My second objection to Waldo is made with regard to his motivations. Waldo is a man who is supposed to be romantically infatuated with Laura, driven to a jealous rage that pushes him to murder one woman, frame Shelby, and ultimately to make a second attempt to murder Laura. Yet, Clifton Webb’s performance doesn’t convey the slightest hint of infatuation for Laura. Instead, we read Waldo as a homosexual due to a number of factors. Take, for instance, the film’s first scene: Waldo is bathing while Mark is interrogating him. Waldo pushes his bathing tray away, no doubt exposing his genitalia, rises from the bath, and asks Mark to throw him his robe. Who would greet, let alone meet for the first time, a police officer in the nude? Is he trying to proposition Mark? I’m not sure. The more important question to ask is why does Preminger portray Waldo as being gay? After all, it is counter-productive to Waldo’s motivations. Moreover, if this scene doesn’t seal the interpretation of Waldo as not being the slightest bit interested in Laura, the film’s overall portrayal of Waldo as a dandy and actor Clifton Webb’s off-screen persona leave us with no doubt.

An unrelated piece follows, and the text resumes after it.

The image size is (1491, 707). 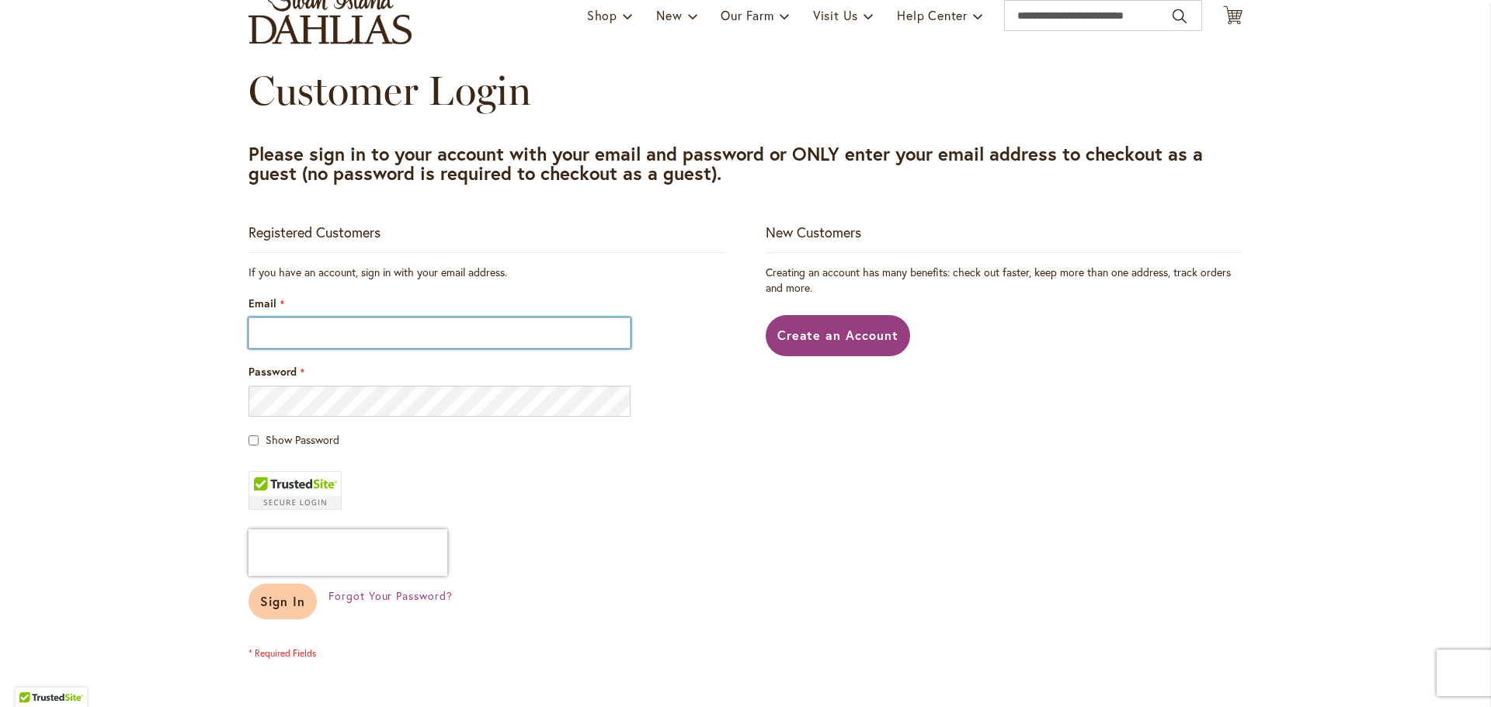 What do you see at coordinates (314, 232) in the screenshot?
I see `strong: Registered Customers` at bounding box center [314, 232].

Waldo aside, Laura contains two other flaws I’d like to address. First off, and this is a flaw of the plot, two of the murder suspects, Shelby and Waldo, follow Mark along as he interrogates other characters. This allowance results in the two needling one another and occasionally other witnesses and suspects, obviously compromising the whole endeavor. Why would a police officer ever allow two suspects to become so intimately involved in the investigation? It’s improbable. Secondly, and this is an issue of performance, Dana Andrews’ Mark is ineffective at conveying a romantic longing for Laura. We’re sold the idea via on-the-nose dialogue that feels as if Preminger was stuck resorting to his last and least graceful filmmaking technique. It’s painfully obvious.

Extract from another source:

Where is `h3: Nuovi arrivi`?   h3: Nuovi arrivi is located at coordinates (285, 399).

This final criticism wouldn’t be quite so painful if Preminger was an incompetent director. There’s a lot of superb framing and cinematography (the one Academy Award the film did win) contained in Laura. While Andrews’ performance undercuts his feelings for Laura, Preminger’s staging of Mark against the portrait makes it abundantly clear. Why would you need Waldo telling Mark how he feels when we can tell it visually, even if Andrews’ performance is weak? Secondly, the conceit that Laura emerges as a living, breathing character (rather than a ghostly apparition within a flashback) in the second act always caught me as being an excellent move. I would describe it as the polar opposite of the shock that the death of Janet Leigh in Alfred Hitchcock’s Psycho (1960) gives the audience. Unlike Hitchcock however, Preminger and the screenwriters give us just enough of Laura in flashback to make us complicit with her death only to toy with us by bringing her back to life.

My final mark against Laura is more subjective than the others. Quite simply, the film never struck me as a film noir. While I doubt Preminger set out to make a noir, as the majority of noirs were retroactively given that genre designation by critics, not by filmmakers producing them at the time, its often classified as one (see James Naremore’s superb study More than Night for more on that subject). Yet, the musical score, the lack of signature noir aesthetics, and overall story is much more of a melodrama. Well, to be frank, I don’t like my noir melodramatic. Unlike my coffee, I prefer my noir strong and, like its namesake, black; these are two characteristics that are not apparent in Laura.

Drew Morton is a Ph.D. student in Cinema and Media Studies at the University of California-Los Angeles. He has previously written for the Milwaukee Journal Sentinel and UWM Post and is the 2008 recipient of the Otis Ferguson Award for Critical Writing in Film Studies.